Cistella de la compra

The Unknown Front Oriental

Editorial I. B. TAURIS PUBLISHERS

The Unknown Front Oriental
-5% dte.    37,65€
35,77€
Estalvia 1,88€
No disponible, consulti disponibilitat
Enviament gratuït
Espanya peninsular
Enviament GRATUÏT a partir de 19€

a Espanya peninsular

Enviaments en 24/48h

-5% de descompte en tots els llibres

Recollida GRATUÏTA a llibreria

Vine i deixa't sorprendre!

  • Editorial I. B. TAURIS PUBLISHERS
  • ISBN13 9781780760728
  • ISBN10 1780760728
  • Tipus LLIBRE
  • Pàgines 320
  • Any Edició 2012
  • Idioma Anglès
  • Encuadernació Paperback

The Unknown Front Oriental

Editorial I. B. TAURIS PUBLISHERS

-5% dte.    37,65€
35,77€
Estalvia 1,88€
No disponible, consulti disponibilitat
Enviament gratuït
Espanya peninsular
Enviament GRATUÏT a partir de 19€

a Espanya peninsular

Enviaments en 24/48h

-5% de descompte en tots els llibres

Recollida GRATUÏTA a llibreria

Vine i deixa't sorprendre!

Detalls del llibre

Rolf-Dieter Müller is Professor of Military History at Humboldt University, Berlin; Scientific Director of theGerman Armed Forces Military History Research Institute in Potsdam; and Coordinator of the ‘The GermanReich and the Second World War’ project. He is the author of numerous publications on World War II.
When Hitler launched Operation Barbarossa with his attack on the Soviet Union in June 1941, theWehrmacht deployed 600,000 troops to the Eastern Front. Their numbers were later swelled by a range offoreign volunteers so that, at the height of World War II, astonishingly one in three men fighting for theGermans in the East was not a native German. Hitler’s declaration of the ‘struggle against Bolshevism’reverberated throughout all of Europe - among convinced fascists as well as among non-Russian easternEuropeans seeking to regain their independence from the USSR. Many of these volunteers subsequentlybecame involved in the atrocities of the Wehrmacht and the SS. Vilified by Hitler for their supposedfailures, condemned and forgotten by their homelands for treason and collaboration, their involvement inthe war has been largely ignored or swept aside by historians. Rolf-Dieter Müller here offers a fascinatingnew perspective on a little-known aspect of World War II.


AIM OF THE EXERCISE:
What lines in the records below hold the string "left"? Please show them.

DATA SHOWN:
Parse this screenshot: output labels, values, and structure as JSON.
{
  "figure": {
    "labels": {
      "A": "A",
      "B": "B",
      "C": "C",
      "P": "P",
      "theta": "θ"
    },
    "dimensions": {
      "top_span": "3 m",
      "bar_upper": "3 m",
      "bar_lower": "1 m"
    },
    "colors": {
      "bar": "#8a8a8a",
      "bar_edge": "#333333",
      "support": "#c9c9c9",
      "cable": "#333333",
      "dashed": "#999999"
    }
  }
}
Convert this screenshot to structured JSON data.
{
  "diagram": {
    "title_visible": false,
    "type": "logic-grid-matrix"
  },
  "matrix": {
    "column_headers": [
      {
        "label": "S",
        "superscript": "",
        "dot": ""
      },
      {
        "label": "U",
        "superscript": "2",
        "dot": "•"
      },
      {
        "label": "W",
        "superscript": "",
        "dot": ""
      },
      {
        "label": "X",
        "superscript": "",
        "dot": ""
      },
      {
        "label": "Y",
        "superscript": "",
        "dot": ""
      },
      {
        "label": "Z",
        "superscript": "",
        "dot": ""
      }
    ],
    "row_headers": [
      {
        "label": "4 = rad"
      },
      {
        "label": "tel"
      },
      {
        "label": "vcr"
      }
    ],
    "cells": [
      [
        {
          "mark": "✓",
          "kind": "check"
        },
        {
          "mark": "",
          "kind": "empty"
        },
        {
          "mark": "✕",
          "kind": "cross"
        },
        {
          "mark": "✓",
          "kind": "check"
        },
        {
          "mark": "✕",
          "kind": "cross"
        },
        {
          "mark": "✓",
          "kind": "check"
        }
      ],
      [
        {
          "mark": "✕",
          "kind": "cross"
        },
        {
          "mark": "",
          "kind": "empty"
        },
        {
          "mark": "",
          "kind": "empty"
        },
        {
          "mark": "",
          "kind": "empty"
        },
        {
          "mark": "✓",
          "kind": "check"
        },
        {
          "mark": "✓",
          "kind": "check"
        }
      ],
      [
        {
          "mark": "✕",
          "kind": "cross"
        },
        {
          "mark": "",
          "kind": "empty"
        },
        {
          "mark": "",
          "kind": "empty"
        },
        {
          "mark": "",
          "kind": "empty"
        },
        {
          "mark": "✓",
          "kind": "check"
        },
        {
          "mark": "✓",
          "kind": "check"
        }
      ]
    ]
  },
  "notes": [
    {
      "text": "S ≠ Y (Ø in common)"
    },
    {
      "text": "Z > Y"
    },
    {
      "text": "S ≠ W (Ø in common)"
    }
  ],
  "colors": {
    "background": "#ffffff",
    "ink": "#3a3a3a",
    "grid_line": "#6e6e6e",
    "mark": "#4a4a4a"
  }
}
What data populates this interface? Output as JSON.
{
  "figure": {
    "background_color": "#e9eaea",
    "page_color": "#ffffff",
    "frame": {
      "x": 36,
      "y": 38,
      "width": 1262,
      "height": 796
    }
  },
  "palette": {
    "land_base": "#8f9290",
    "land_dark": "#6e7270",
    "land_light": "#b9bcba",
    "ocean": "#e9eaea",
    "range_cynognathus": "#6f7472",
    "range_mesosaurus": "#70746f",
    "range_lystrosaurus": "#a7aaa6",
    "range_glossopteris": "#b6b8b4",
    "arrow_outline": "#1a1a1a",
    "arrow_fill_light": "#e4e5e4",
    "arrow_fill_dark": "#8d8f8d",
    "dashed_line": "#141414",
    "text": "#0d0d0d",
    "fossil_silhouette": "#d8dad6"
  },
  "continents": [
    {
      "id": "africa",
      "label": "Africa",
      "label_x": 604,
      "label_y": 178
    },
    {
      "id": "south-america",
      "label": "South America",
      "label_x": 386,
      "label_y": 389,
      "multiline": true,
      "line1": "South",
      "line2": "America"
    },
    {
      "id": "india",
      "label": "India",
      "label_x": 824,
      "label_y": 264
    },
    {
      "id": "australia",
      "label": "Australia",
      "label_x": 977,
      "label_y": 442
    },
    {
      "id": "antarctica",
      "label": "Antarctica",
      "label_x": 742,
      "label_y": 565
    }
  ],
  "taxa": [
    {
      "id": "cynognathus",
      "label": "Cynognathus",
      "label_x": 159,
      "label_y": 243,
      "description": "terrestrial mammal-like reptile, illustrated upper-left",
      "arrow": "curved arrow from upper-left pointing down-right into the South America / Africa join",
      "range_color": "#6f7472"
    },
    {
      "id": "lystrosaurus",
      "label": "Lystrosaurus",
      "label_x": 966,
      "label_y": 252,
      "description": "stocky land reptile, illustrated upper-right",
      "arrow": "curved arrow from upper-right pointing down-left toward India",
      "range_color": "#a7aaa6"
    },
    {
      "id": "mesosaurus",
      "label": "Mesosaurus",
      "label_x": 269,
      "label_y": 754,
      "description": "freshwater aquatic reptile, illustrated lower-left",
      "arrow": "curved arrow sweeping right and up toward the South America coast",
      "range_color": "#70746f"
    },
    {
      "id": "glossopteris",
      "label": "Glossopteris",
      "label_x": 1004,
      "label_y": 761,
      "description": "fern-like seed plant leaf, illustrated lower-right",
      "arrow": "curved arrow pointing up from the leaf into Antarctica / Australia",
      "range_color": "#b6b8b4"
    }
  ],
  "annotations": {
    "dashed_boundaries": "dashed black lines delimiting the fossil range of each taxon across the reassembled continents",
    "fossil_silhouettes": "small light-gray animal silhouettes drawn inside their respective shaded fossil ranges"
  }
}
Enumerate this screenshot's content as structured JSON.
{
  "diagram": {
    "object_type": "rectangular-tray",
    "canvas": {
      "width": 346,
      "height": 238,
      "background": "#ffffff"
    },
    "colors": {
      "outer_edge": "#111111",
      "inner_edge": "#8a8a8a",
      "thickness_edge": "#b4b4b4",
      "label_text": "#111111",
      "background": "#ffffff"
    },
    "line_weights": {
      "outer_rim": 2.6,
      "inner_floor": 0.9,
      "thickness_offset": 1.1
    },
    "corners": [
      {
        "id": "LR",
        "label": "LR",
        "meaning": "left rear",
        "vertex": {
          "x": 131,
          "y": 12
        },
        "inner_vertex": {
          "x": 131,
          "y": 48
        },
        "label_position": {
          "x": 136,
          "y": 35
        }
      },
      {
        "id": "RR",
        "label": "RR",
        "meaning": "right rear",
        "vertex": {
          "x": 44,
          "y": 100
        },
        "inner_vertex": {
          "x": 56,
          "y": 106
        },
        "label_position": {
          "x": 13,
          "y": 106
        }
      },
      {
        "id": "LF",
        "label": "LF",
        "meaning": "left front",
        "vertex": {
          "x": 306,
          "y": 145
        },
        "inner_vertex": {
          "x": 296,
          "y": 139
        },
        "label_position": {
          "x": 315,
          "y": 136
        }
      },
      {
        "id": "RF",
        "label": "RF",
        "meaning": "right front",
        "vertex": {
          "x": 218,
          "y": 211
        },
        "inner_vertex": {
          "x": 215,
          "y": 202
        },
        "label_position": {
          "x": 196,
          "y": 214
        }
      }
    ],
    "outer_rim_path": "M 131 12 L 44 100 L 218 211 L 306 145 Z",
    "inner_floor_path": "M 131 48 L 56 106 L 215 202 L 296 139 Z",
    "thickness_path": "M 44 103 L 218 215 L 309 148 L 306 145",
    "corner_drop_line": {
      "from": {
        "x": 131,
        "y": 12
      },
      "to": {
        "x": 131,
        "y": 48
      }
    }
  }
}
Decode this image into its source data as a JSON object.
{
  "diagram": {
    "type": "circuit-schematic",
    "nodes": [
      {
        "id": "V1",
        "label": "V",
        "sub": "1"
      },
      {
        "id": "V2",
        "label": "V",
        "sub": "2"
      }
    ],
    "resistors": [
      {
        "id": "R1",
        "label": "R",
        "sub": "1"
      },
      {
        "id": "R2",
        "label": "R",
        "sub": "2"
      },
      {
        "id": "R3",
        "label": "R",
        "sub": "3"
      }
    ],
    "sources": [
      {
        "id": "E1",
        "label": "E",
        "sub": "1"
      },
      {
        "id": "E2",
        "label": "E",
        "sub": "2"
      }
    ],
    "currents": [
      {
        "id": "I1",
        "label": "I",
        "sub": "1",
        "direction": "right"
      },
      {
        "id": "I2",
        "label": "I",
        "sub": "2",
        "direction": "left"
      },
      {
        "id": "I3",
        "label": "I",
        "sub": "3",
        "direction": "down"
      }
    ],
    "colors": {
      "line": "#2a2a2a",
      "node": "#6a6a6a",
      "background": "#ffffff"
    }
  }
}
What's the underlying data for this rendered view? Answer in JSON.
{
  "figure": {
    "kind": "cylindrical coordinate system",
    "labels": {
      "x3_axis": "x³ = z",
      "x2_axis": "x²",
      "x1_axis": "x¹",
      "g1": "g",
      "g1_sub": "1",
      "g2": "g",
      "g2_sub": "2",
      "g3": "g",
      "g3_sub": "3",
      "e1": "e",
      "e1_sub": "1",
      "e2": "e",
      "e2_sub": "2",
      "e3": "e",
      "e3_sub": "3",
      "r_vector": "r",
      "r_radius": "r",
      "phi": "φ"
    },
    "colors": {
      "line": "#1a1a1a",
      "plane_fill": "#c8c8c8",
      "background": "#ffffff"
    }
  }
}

EXPECTED OUTPUT:
      "description": "terrestrial mammal-like reptile, illustrated upper-left",
      "arrow": "curved arrow from upper-left pointing down-right into the South America / Africa join",
      "arrow": "curved arrow from upper-right pointing down-left toward India",
      "description": "freshwater aquatic reptile, illustrated lower-left",
        "meaning": "left rear",
        "meaning": "left front",
        "direction": "left"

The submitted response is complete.